Some operating system distributions that have shipped with potentially vulnerable OpenSSL version:
Debian Wheezy (stable), OpenSSL 1.0.1e-2+deb7u4
Ubuntu 12.04.4 LTS, OpenSSL 1.0.1-4ubuntu5.11
CentOS 6.5, OpenSSL 1.0.1e-15
Fedora 18, OpenSSL 1.0.1e-4
OpenBSD 5.3 (OpenSSL 1.0.1c 10 May 2012) and 5.4 (OpenSSL 1.0.1c 10 May 2012)
FreeBSD 10.0 - OpenSSL 1.0.1e 11 Feb 2013
NetBSD 5.0.2 (OpenSSL 1.0.1e)
OpenSUSE 12.2 (OpenSSL 1.0.1c)
Operating system distribution with versions that are not vulnerable:
Debian Squeeze (oldstable), OpenSSL 0.9.8o-4squeeze14
SUSE Linux Enterprise Server
FreeBSD 8.4 - OpenSSL 0.9.8y 5 Feb 2013
FreeBSD 9.2 - OpenSSL 0.9.8y 5 Feb 2013
FreeBSD Ports - OpenSSL 1.0.1g (At 7 Apr 21:46:40 2014 UTC)
How can OpenSSL be fixed?
Even though the actual code fix may appear trivial, OpenSSL team is the expert in fixing it properly so latest fixed version 1.0.1g or newer should be used. If this is not possible software developers can recompile OpenSSL with the handshake removed from the code by compile time option -DOPENSSL_NO_HEARTBEATS
Can I detect if someone has exploited this against me?
Exploitation of this bug leaves no traces of anything abnormal happening to the logs.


Problem description:
The answer should match the entries below word for word, minus their pictures.

Dataset rows about figures:
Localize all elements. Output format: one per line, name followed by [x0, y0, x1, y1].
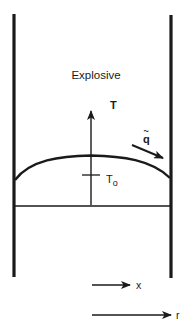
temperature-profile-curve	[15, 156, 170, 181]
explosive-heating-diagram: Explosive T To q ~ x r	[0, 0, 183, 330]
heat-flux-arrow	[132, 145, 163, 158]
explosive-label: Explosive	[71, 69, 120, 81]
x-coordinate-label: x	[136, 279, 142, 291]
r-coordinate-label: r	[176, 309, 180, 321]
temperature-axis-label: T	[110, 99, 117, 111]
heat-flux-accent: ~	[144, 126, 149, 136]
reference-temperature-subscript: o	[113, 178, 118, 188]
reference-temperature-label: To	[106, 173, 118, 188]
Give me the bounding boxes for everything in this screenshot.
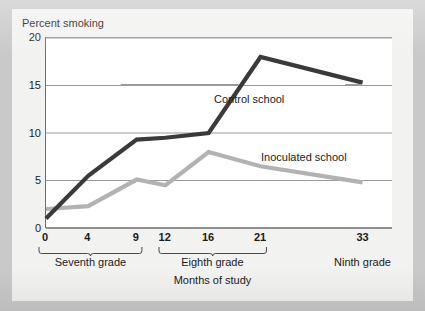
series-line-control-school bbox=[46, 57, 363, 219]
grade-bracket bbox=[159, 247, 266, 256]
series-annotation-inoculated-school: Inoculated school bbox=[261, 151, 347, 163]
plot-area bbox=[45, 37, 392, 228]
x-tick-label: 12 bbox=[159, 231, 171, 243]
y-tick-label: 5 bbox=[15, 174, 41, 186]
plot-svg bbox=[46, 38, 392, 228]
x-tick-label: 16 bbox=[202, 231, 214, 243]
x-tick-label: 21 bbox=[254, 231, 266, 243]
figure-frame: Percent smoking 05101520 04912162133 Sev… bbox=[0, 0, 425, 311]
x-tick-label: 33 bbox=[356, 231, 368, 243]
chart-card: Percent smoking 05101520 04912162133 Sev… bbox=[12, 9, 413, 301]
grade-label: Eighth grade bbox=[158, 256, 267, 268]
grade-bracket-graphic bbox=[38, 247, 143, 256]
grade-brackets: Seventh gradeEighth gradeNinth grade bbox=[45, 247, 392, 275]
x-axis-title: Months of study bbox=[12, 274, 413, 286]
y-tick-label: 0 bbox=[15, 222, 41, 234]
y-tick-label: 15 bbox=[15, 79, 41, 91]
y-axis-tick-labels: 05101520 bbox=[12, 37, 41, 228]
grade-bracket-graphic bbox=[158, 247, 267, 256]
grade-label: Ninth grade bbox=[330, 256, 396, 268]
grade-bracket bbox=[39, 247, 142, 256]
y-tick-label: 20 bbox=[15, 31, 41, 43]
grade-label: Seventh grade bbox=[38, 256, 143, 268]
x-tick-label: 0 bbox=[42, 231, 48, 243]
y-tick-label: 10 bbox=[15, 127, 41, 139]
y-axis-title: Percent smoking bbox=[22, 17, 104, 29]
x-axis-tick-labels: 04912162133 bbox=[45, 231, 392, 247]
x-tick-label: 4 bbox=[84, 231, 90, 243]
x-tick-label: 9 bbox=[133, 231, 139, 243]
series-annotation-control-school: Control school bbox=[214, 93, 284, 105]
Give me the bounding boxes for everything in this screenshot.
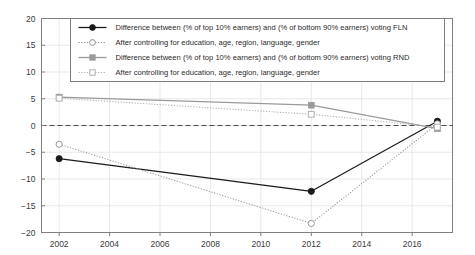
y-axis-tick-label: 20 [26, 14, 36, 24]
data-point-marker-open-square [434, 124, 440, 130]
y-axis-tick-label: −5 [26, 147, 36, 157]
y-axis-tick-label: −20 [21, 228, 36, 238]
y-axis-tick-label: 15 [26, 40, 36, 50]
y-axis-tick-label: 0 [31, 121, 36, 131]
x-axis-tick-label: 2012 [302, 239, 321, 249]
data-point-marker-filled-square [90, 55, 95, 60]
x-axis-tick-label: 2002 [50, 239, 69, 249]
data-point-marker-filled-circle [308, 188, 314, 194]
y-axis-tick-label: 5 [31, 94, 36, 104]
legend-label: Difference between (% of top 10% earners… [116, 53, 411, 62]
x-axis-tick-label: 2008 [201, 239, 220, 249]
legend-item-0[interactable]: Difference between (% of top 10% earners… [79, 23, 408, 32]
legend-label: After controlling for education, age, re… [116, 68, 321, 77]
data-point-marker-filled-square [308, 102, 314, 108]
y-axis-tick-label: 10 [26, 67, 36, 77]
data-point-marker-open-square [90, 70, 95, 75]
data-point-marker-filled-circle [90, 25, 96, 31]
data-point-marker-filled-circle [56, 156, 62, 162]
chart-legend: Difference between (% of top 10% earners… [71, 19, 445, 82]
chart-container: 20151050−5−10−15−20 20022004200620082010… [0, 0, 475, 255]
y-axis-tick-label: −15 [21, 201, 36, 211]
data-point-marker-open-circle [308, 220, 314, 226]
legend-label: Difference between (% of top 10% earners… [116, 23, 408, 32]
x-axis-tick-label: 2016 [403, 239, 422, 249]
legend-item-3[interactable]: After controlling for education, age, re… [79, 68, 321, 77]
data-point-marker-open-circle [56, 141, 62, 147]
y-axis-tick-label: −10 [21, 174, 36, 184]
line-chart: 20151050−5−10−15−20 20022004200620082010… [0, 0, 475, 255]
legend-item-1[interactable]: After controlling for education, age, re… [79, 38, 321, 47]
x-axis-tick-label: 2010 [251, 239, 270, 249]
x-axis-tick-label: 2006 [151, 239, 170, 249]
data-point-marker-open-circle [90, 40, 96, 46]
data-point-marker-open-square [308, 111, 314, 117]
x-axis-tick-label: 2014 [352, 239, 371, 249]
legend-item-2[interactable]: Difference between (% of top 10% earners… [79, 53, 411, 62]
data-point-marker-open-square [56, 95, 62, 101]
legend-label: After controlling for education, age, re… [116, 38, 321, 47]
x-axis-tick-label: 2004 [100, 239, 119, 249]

Result for this exercise:
Localize all elements. Output format: one per line, name followed by [x0, y0, x1, y1].
temperature-profile-curve	[15, 156, 170, 181]
explosive-heating-diagram: Explosive T To q ~ x r	[0, 0, 183, 330]
heat-flux-arrow	[132, 145, 163, 158]
explosive-label: Explosive	[71, 69, 120, 81]
x-coordinate-label: x	[136, 279, 142, 291]
r-coordinate-label: r	[176, 309, 180, 321]
temperature-axis-label: T	[110, 99, 117, 111]
heat-flux-accent: ~	[144, 126, 149, 136]
reference-temperature-subscript: o	[113, 178, 118, 188]
reference-temperature-label: To	[106, 173, 118, 188]
Give me the bounding boxes for everything in this screenshot.
series-line-control-school bbox=[46, 57, 363, 219]
grade-bracket bbox=[159, 247, 266, 256]
series-annotation-inoculated-school: Inoculated school bbox=[261, 151, 347, 163]
plot-area bbox=[45, 37, 392, 228]
x-tick-label: 12 bbox=[159, 231, 171, 243]
y-tick-label: 5 bbox=[15, 174, 41, 186]
plot-svg bbox=[46, 38, 392, 228]
x-tick-label: 16 bbox=[202, 231, 214, 243]
x-tick-label: 21 bbox=[254, 231, 266, 243]
figure-frame: Percent smoking 05101520 04912162133 Sev… bbox=[0, 0, 425, 311]
x-tick-label: 33 bbox=[356, 231, 368, 243]
chart-card: Percent smoking 05101520 04912162133 Sev… bbox=[12, 9, 413, 301]
grade-label: Eighth grade bbox=[158, 256, 267, 268]
grade-bracket-graphic bbox=[38, 247, 143, 256]
grade-brackets: Seventh gradeEighth gradeNinth grade bbox=[45, 247, 392, 275]
x-axis-title: Months of study bbox=[12, 274, 413, 286]
y-tick-label: 0 bbox=[15, 222, 41, 234]
y-tick-label: 15 bbox=[15, 79, 41, 91]
y-axis-tick-labels: 05101520 bbox=[12, 37, 41, 228]
grade-bracket-graphic bbox=[158, 247, 267, 256]
grade-label: Ninth grade bbox=[330, 256, 396, 268]
grade-bracket bbox=[39, 247, 142, 256]
y-tick-label: 20 bbox=[15, 31, 41, 43]
grade-label: Seventh grade bbox=[38, 256, 143, 268]
x-tick-label: 0 bbox=[42, 231, 48, 243]
y-tick-label: 10 bbox=[15, 127, 41, 139]
y-axis-title: Percent smoking bbox=[22, 17, 104, 29]
x-axis-tick-labels: 04912162133 bbox=[45, 231, 392, 247]
x-tick-label: 4 bbox=[84, 231, 90, 243]
x-tick-label: 9 bbox=[133, 231, 139, 243]
series-annotation-control-school: Control school bbox=[214, 93, 284, 105]
Give me the bounding boxes for everything in this screenshot.
y-axis-tick-label: 20 [26, 14, 36, 24]
data-point-marker-open-square [434, 124, 440, 130]
y-axis-tick-label: −5 [26, 147, 36, 157]
y-axis-tick-label: −20 [21, 228, 36, 238]
y-axis-tick-label: 15 [26, 40, 36, 50]
y-axis-tick-label: 0 [31, 121, 36, 131]
x-axis-tick-label: 2012 [302, 239, 321, 249]
data-point-marker-filled-square [90, 55, 95, 60]
x-axis-tick-label: 2002 [50, 239, 69, 249]
data-point-marker-filled-circle [308, 188, 314, 194]
y-axis-tick-label: 5 [31, 94, 36, 104]
legend-label: Difference between (% of top 10% earners… [116, 53, 411, 62]
x-axis-tick-label: 2008 [201, 239, 220, 249]
legend-item-0[interactable]: Difference between (% of top 10% earners… [79, 23, 408, 32]
legend-label: After controlling for education, age, re… [116, 68, 321, 77]
data-point-marker-filled-square [308, 102, 314, 108]
y-axis-tick-label: 10 [26, 67, 36, 77]
data-point-marker-open-square [90, 70, 95, 75]
data-point-marker-filled-circle [90, 25, 96, 31]
data-point-marker-filled-circle [56, 156, 62, 162]
chart-legend: Difference between (% of top 10% earners… [71, 19, 445, 82]
chart-container: 20151050−5−10−15−20 20022004200620082010… [0, 0, 475, 255]
y-axis-tick-label: −15 [21, 201, 36, 211]
data-point-marker-open-circle [308, 220, 314, 226]
legend-label: Difference between (% of top 10% earners… [116, 23, 408, 32]
x-axis-tick-label: 2016 [403, 239, 422, 249]
legend-item-3[interactable]: After controlling for education, age, re… [79, 68, 321, 77]
data-point-marker-open-circle [56, 141, 62, 147]
y-axis-tick-label: −10 [21, 174, 36, 184]
line-chart: 20151050−5−10−15−20 20022004200620082010… [0, 0, 475, 255]
legend-item-1[interactable]: After controlling for education, age, re… [79, 38, 321, 47]
x-axis-tick-label: 2010 [251, 239, 270, 249]
x-axis-tick-label: 2006 [151, 239, 170, 249]
data-point-marker-open-circle [90, 40, 96, 46]
data-point-marker-open-square [308, 111, 314, 117]
x-axis-tick-label: 2014 [352, 239, 371, 249]
legend-item-2[interactable]: Difference between (% of top 10% earners… [79, 53, 411, 62]
data-point-marker-open-square [56, 95, 62, 101]
legend-label: After controlling for education, age, re… [116, 38, 321, 47]
x-axis-tick-label: 2004 [100, 239, 119, 249]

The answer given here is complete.